The situation in the country continues to deteriorate for Tamils. The landslide victory of new president Gotabaya Rajapaksa in last November’s elections is just one example. Gotabaya oversaw the mass killings of Tamils and the operations of paramilitary death squads as Defence Secretary in 2009. As Human Rights Watch South Asia Director Meenakshi Ganguly noted in January: “Gotabaya Rajapaksa and senior appointees linked to wartime abuses are wasting no time dismantling the human rights gains of recent years”.

Douglas Devanada, a former paramilitary leader, has been appointed to Gotabaya’s cabinet. Devanada trafficked vulnerable Tamil children into forced labour and child prostitution under Gotabaya’s watch, according to US diplomatic sources. And Gotabaya recently pardoned Sri Lankan soldier Sunil Rathnayake for the brutal torture and massacre of eight Tamils, including three teenagers and a five-year-old child. The eight were returning to inspect their homes after being displaced by war.

The Sri Lankan government is committed to maintaining the military occupation in Tamil-majority areas in the north and east of Sri Lanka, as well as the draconian Prevention of Terrorism Act.

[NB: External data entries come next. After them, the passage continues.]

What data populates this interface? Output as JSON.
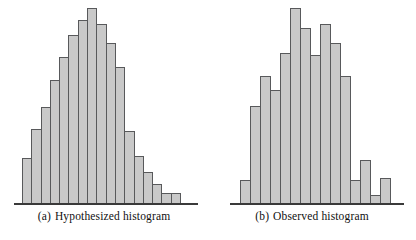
{
  "figure": {
    "background_color": "#ffffff",
    "bar_fill_color": "#c9c9c9",
    "bar_border_color": "#58595b",
    "axis_color": "#3a3a3a"
  },
  "panels": [
    {
      "id": "a",
      "tag": "(a)",
      "caption": "Hypothesized histogram",
      "caption_full": "(a)  Hypothesized histogram"
    },
    {
      "id": "b",
      "tag": "(b)",
      "caption": "Observed histogram",
      "caption_full": "(b)  Observed histogram"
    }
  ],
  "chart_data": [
    {
      "type": "bar",
      "title": "(a)  Hypothesized histogram",
      "xlabel": "",
      "ylabel": "",
      "grid": false,
      "legend": "none",
      "axis": "x-axis only (baseline), no tick labels, no y-axis",
      "ylim": [
        0,
        1
      ],
      "bar_count": 17,
      "categories": [
        "1",
        "2",
        "3",
        "4",
        "5",
        "6",
        "7",
        "8",
        "9",
        "10",
        "11",
        "12",
        "13",
        "14",
        "15",
        "16",
        "17"
      ],
      "values": [
        0.23,
        0.38,
        0.49,
        0.63,
        0.75,
        0.86,
        0.94,
        1.0,
        0.92,
        0.82,
        0.7,
        0.37,
        0.24,
        0.16,
        0.1,
        0.05,
        0.05
      ],
      "bar_width_px": 10.3,
      "note": "Smooth unimodal bell-shaped distribution peaking at bin 8 with a right tail"
    },
    {
      "type": "bar",
      "title": "(b)  Observed histogram",
      "xlabel": "",
      "ylabel": "",
      "grid": false,
      "legend": "none",
      "axis": "x-axis only (baseline), no tick labels, no y-axis",
      "ylim": [
        0,
        1
      ],
      "bar_count": 15,
      "categories": [
        "1",
        "2",
        "3",
        "4",
        "5",
        "6",
        "7",
        "8",
        "9",
        "10",
        "11",
        "12",
        "13",
        "14",
        "15"
      ],
      "values": [
        0.12,
        0.5,
        0.65,
        0.58,
        0.77,
        1.0,
        0.9,
        0.76,
        0.92,
        0.82,
        0.65,
        0.12,
        0.22,
        0.04,
        0.13
      ],
      "bar_width_px": 11.0,
      "note": "Irregular jagged distribution peaking at bin 6 with sampling noise"
    }
  ]
}
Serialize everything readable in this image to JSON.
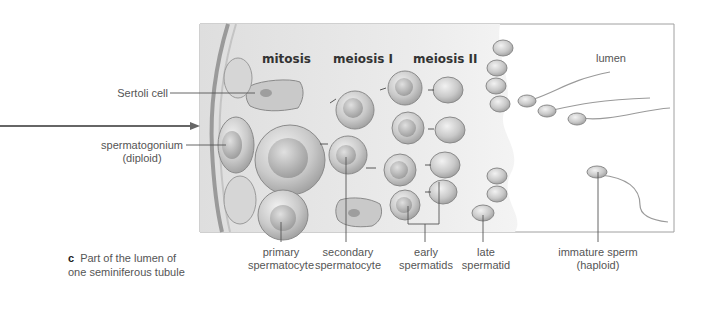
{
  "figure": {
    "panel_letter": "c",
    "caption": [
      "Part of the lumen of",
      "one seminiferous tubule"
    ],
    "stage_titles": {
      "mitosis": "mitosis",
      "meiosis1": "meiosis I",
      "meiosis2": "meiosis II"
    },
    "region_label": "lumen",
    "left_labels": {
      "sertoli": "Sertoli cell",
      "spermatogonium": [
        "spermatogonium",
        "(diploid)"
      ]
    },
    "bottom_labels": {
      "primary": [
        "primary",
        "spermatocyte"
      ],
      "secondary": [
        "secondary",
        "spermatocyte"
      ],
      "early": [
        "early",
        "spermatids"
      ],
      "late": [
        "late",
        "spermatid"
      ],
      "immature": [
        "immature sperm",
        "(haploid)"
      ]
    },
    "colors": {
      "tissue": "#e9e9e9",
      "cell_fill": "#cfcfcf",
      "cell_stroke": "#8a8a8a",
      "nucleus": "#b5b5b5",
      "line": "#555555",
      "frame": "#a0a0a0"
    }
  }
}
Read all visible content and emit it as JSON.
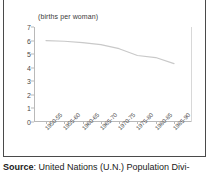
{
  "figure": {
    "units_label": "(births per woman)"
  },
  "chart_data": {
    "type": "line",
    "title": "",
    "subtitle": "",
    "xlabel": "",
    "ylabel": "(births per woman)",
    "categories": [
      "1950-55",
      "1955-60",
      "1960-65",
      "1965-70",
      "1970-75",
      "1975-80",
      "1980-85",
      "1985-90"
    ],
    "values": [
      6.0,
      5.95,
      5.85,
      5.7,
      5.4,
      4.9,
      4.75,
      4.3
    ],
    "ylim": [
      0,
      7
    ],
    "yticks": [
      0,
      1,
      2,
      3,
      4,
      5,
      6,
      7
    ],
    "grid": false,
    "legend": false,
    "series_color": "#c9c9c9"
  },
  "source": {
    "label": "Source",
    "separator": ":",
    "text": "United Nations (U.N.) Population Divi-"
  }
}
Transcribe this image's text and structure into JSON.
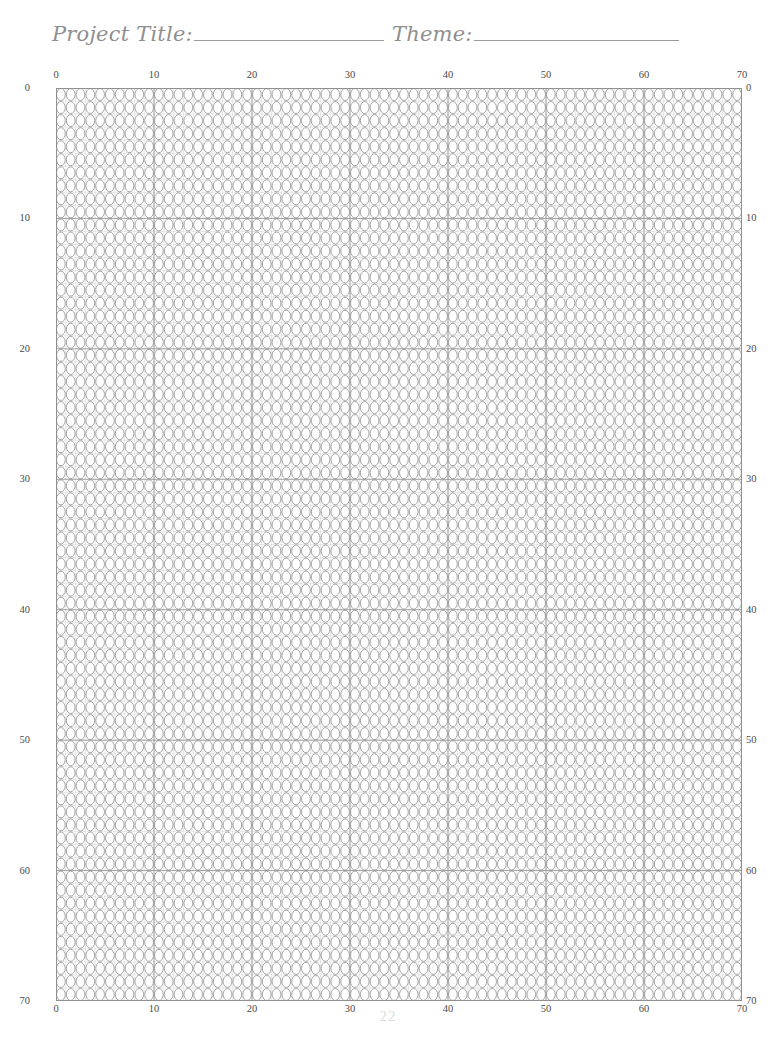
{
  "page": {
    "page_number": "22",
    "background_color": "#ffffff"
  },
  "header": {
    "fields": [
      {
        "label": "Project Title:",
        "value": "",
        "rule_width": 190
      },
      {
        "label": "Theme:",
        "value": "",
        "rule_width": 205
      }
    ],
    "label_color": "#8f8f8f",
    "rule_color": "#9a9a9a"
  },
  "grid": {
    "cell_shape": "ellipse",
    "columns": 70,
    "rows": 70,
    "cell_width": 9.8,
    "cell_height": 13.043,
    "origin_x": 56,
    "origin_y": 88,
    "width": 686,
    "height": 913,
    "minor_line_color": "#b4b4b4",
    "major_line_color": "#8c8c8c",
    "bead_stroke_color": "#8a8a8a",
    "bead_fill_color": "#ffffff",
    "major_every": 10,
    "border_color": "#8c8c8c"
  },
  "axes": {
    "tick_color": "#4a4a4a",
    "top": {
      "name": "column-axis-top",
      "ticks": [
        {
          "label": "0",
          "value": 0
        },
        {
          "label": "10",
          "value": 10
        },
        {
          "label": "20",
          "value": 20
        },
        {
          "label": "30",
          "value": 30
        },
        {
          "label": "40",
          "value": 40
        },
        {
          "label": "50",
          "value": 50
        },
        {
          "label": "60",
          "value": 60
        },
        {
          "label": "70",
          "value": 70
        }
      ]
    },
    "bottom": {
      "name": "column-axis-bottom",
      "ticks": [
        {
          "label": "0",
          "value": 0
        },
        {
          "label": "10",
          "value": 10
        },
        {
          "label": "20",
          "value": 20
        },
        {
          "label": "30",
          "value": 30
        },
        {
          "label": "40",
          "value": 40
        },
        {
          "label": "50",
          "value": 50
        },
        {
          "label": "60",
          "value": 60
        },
        {
          "label": "70",
          "value": 70
        }
      ]
    },
    "left": {
      "name": "row-axis-left",
      "ticks": [
        {
          "label": "0",
          "value": 0
        },
        {
          "label": "10",
          "value": 10
        },
        {
          "label": "20",
          "value": 20
        },
        {
          "label": "30",
          "value": 30
        },
        {
          "label": "40",
          "value": 40
        },
        {
          "label": "50",
          "value": 50
        },
        {
          "label": "60",
          "value": 60
        },
        {
          "label": "70",
          "value": 70
        }
      ]
    },
    "right": {
      "name": "row-axis-right",
      "ticks": [
        {
          "label": "0",
          "value": 0
        },
        {
          "label": "10",
          "value": 10
        },
        {
          "label": "20",
          "value": 20
        },
        {
          "label": "30",
          "value": 30
        },
        {
          "label": "40",
          "value": 40
        },
        {
          "label": "50",
          "value": 50
        },
        {
          "label": "60",
          "value": 60
        },
        {
          "label": "70",
          "value": 70
        }
      ]
    }
  }
}
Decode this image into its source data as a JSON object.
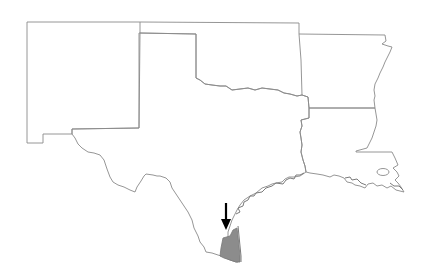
{
  "map": {
    "title": "",
    "states": [
      {
        "name": "New Mexico"
      },
      {
        "name": "Oklahoma"
      },
      {
        "name": "Arkansas"
      },
      {
        "name": "Texas"
      },
      {
        "name": "Louisiana"
      }
    ],
    "highlighted_region": {
      "description": "Southern Texas coastal region (Kenedy/Kleberg area)",
      "fill_color": "#8c8c8c"
    },
    "arrow": {
      "points_to": "highlighted_region",
      "color": "#000000"
    },
    "colors": {
      "background": "#ffffff",
      "border": "#8a8a8a"
    }
  }
}
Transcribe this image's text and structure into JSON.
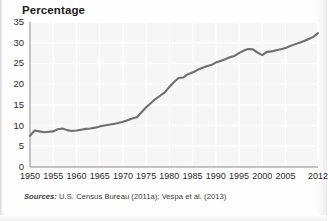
{
  "figure": {
    "title": "Percentage",
    "sources_label": "Sources:",
    "sources_text": " U.S. Census Bureau (2011a); Vespa et al. (2013)",
    "line_color": "#6f6f6f",
    "grid_color": "#f2f2f2",
    "plot_bg": "#f6f6f6",
    "axis_color": "#8c8c8c",
    "text_color": "#2a2a2a"
  },
  "chart_data": {
    "type": "line",
    "title": "Percentage",
    "xlabel": "",
    "ylabel": "Percentage",
    "xlim": [
      1950,
      2012
    ],
    "ylim": [
      0,
      35
    ],
    "grid": true,
    "legend": "none",
    "ytick_labels": [
      "0",
      "5",
      "10",
      "15",
      "20",
      "25",
      "30",
      "35"
    ],
    "yticks": [
      0,
      5,
      10,
      15,
      20,
      25,
      30,
      35
    ],
    "xtick_labels": [
      "1950",
      "1955",
      "1960",
      "1965",
      "1970",
      "1975",
      "1980",
      "1985",
      "1990",
      "1995",
      "2000",
      "2005",
      "2012"
    ],
    "xticks": [
      1950,
      1955,
      1960,
      1965,
      1970,
      1975,
      1980,
      1985,
      1990,
      1995,
      2000,
      2005,
      2012
    ],
    "series": [
      {
        "name": "Percentage",
        "x": [
          1950,
          1951,
          1952,
          1953,
          1954,
          1955,
          1956,
          1957,
          1958,
          1959,
          1960,
          1961,
          1962,
          1963,
          1964,
          1965,
          1966,
          1967,
          1968,
          1969,
          1970,
          1971,
          1972,
          1973,
          1974,
          1975,
          1976,
          1977,
          1978,
          1979,
          1980,
          1981,
          1982,
          1983,
          1984,
          1985,
          1986,
          1987,
          1988,
          1989,
          1990,
          1991,
          1992,
          1993,
          1994,
          1995,
          1996,
          1997,
          1998,
          1999,
          2000,
          2001,
          2002,
          2003,
          2004,
          2005,
          2006,
          2007,
          2008,
          2009,
          2010,
          2011,
          2012
        ],
        "values": [
          7.5,
          8.8,
          8.6,
          8.4,
          8.5,
          8.6,
          9.1,
          9.3,
          8.9,
          8.7,
          8.8,
          9.0,
          9.2,
          9.3,
          9.5,
          9.8,
          10.0,
          10.2,
          10.4,
          10.6,
          10.9,
          11.3,
          11.7,
          12.0,
          13.2,
          14.4,
          15.4,
          16.4,
          17.2,
          18.0,
          19.3,
          20.5,
          21.5,
          21.6,
          22.4,
          22.8,
          23.4,
          23.9,
          24.3,
          24.6,
          25.2,
          25.6,
          26.0,
          26.5,
          26.8,
          27.5,
          28.1,
          28.5,
          28.4,
          27.6,
          27.0,
          27.8,
          27.9,
          28.2,
          28.4,
          28.7,
          29.2,
          29.6,
          30.0,
          30.4,
          30.9,
          31.4,
          32.3
        ]
      }
    ]
  }
}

Ben Emmerson, former UN Special Rapporteur on the promotion and protection of human rights while countering terrorism, noted: “All the evidence points to the fact that the use of torture was ‘routine and endemic’ against people held under the deeply-flawed Prevention of Terrorism Act. The Tamil community has borne the brunt of the state’s well-oiled torture apparatus, as the law is used disproportionately against them”.

Aran Mylvaganam is a spokesperson for the Tamil Refugee Council.